Considerations when choosing a transportation method:

  • The type of product you’re shipping (is it perishable? fragile? likely to encounter extra scrutiny at customs?)
  • Location of both your manufacturing or distribution and your customers
  • Your own goals! (Hey, this is YOUR business after all)
  • Your customers – are they willing to pay a premium for fast delivery? will they wait to get their item if they can save a little money? or do they need to be able to get your product at their local store without having to think about shipping at all?

Then of course, you’ll also need to consider…

Direct vs. Indirect Distribution Channels

Process Cat explained that direct distribution channels are the ones where Princess Capybara is sending her product directly to her end-users. So she gets to pick the shipping methods herself (even if she’s outsourcing the actual transportation to a third-party company.) Some examples of this are her friend Gary’s cookie stand

Gary selling cookies at a stand
The only transportation is the delivery truck that he drives himself!

And Princess Capybara’s domestic sales through her own website. For those, she uses a third-party shipper but chooses whether they’ll be sent by air or ground.

After enlisting friends to help with the packing!

Then there are indirect distribution channels, where the end customer is purchasing the product through an online or physical retailer, possibly with other intermediaries such as a wholesale distributor.
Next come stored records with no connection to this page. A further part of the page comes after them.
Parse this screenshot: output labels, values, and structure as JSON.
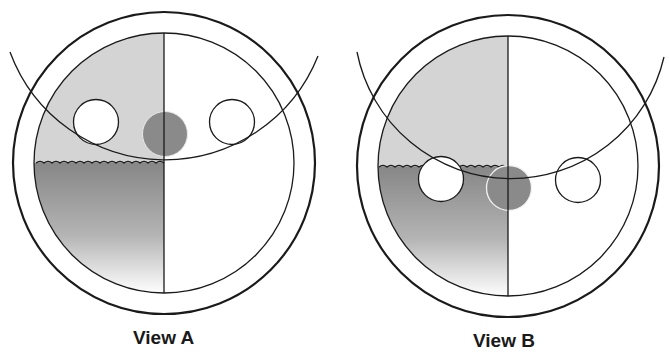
{
  "figure": {
    "views": [
      {
        "label": "View A",
        "description": "Float ball rises to meet arc above liquid surface; liquid level at center line",
        "balls": [
          {
            "type": "white",
            "position": "upper-left"
          },
          {
            "type": "gray",
            "position": "center on divider, above liquid"
          },
          {
            "type": "white",
            "position": "upper-right"
          }
        ]
      },
      {
        "label": "View B",
        "description": "Arc lowered to liquid surface; balls submerged/floating at liquid line",
        "balls": [
          {
            "type": "white",
            "position": "left, at liquid surface"
          },
          {
            "type": "gray",
            "position": "center on divider, below liquid surface"
          },
          {
            "type": "white",
            "position": "right"
          }
        ]
      }
    ],
    "colors": {
      "line": "#1a1a1a",
      "light_fill": "#d4d4d4",
      "liquid_top": "#8c8c8c",
      "liquid_bottom": "#ffffff",
      "gray_ball": "#8a8a8a",
      "background": "#ffffff"
    }
  }
}
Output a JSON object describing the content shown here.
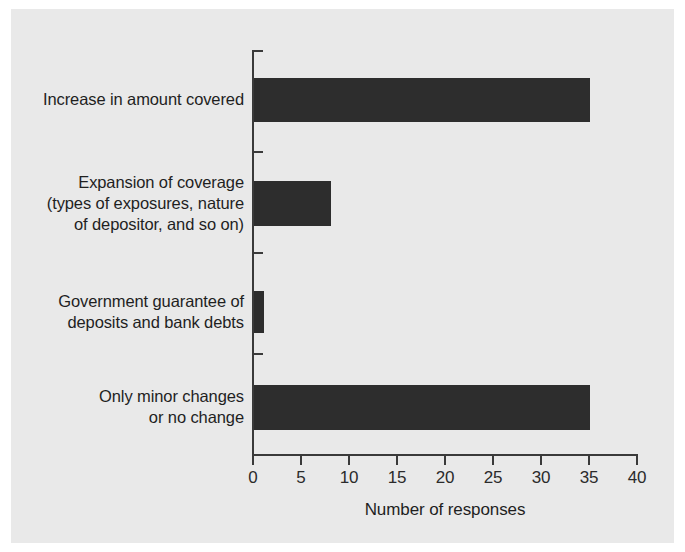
{
  "chart_data": {
    "type": "bar",
    "orientation": "horizontal",
    "title": "",
    "xlabel": "Number of responses",
    "ylabel": "",
    "xlim": [
      0,
      40
    ],
    "xticks": [
      0,
      5,
      10,
      15,
      20,
      25,
      30,
      35,
      40
    ],
    "xtick_labels": [
      "0",
      "5",
      "10",
      "15",
      "20",
      "25",
      "30",
      "35",
      "40"
    ],
    "grid": false,
    "legend": false,
    "bar_color": "#2d2d2d",
    "background_color": "#e9e9e9",
    "axis_color": "#3a3a3a",
    "categories": [
      "Increase in amount covered",
      "Expansion of coverage\n(types of exposures, nature\nof depositor, and so on)",
      "Government guarantee of\ndeposits and bank debts",
      "Only minor changes\nor no change"
    ],
    "values": [
      35,
      8,
      1,
      35
    ]
  }
}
For example, Rhonda as a customer should be able to go online and order one of Princess Capybara’s Secret Wine Glasses from any of the major online retailers in time for her father’s birthday.

Rhonda using a laptop
He’s gonna love it!

So those are direct and indirect distribution channels. Gary, Rhonda, and Princess Capybara all use both types of distribution in their small businesses. Most product-based businesses do unless they’re in a highly-regulated industry such as medical devices, or have decided to keep everything in-house for personal reasons such as *ahem* being a control freak :p

Anyway, the important point for Princess Capybara’s discussion (and for ours) is that with indirect distribution channels, you as the manufacturer typically don’t get to actively control the transportation methods.

But, you can and should think carefully about transportation methods for your direct distribution channels. And when choosing to work with a distribution partner, you may want to factor in their transportation methods as part of your decision (depending on your product and target market and a myriad of other factors of course!)

Now this was a bit of work, but in the end Princess Capybara was glad she took the time to carefully choose her transportation methods.

A delighted customer opening his Secret Wine Glass
…and so were her customers!

Weekly Challenge: 

Do you ship your products either through direct or indirect distribution channels? If so, consider whether there may be improvements you could make to your end-user experience, your bottom line, or your own logistical hassles by changing any of your methods. And come back next time for more on distribution channels 🙂

Ready to learn more? Read the next article!

M.G. Rhoads shares her deep engineering
expertise

through engaging stories that make manufacturing principles easy to use and understand.

“I show makers, inventors and entrepreneurs the secrets big companies use to run a successful manufacturing line!”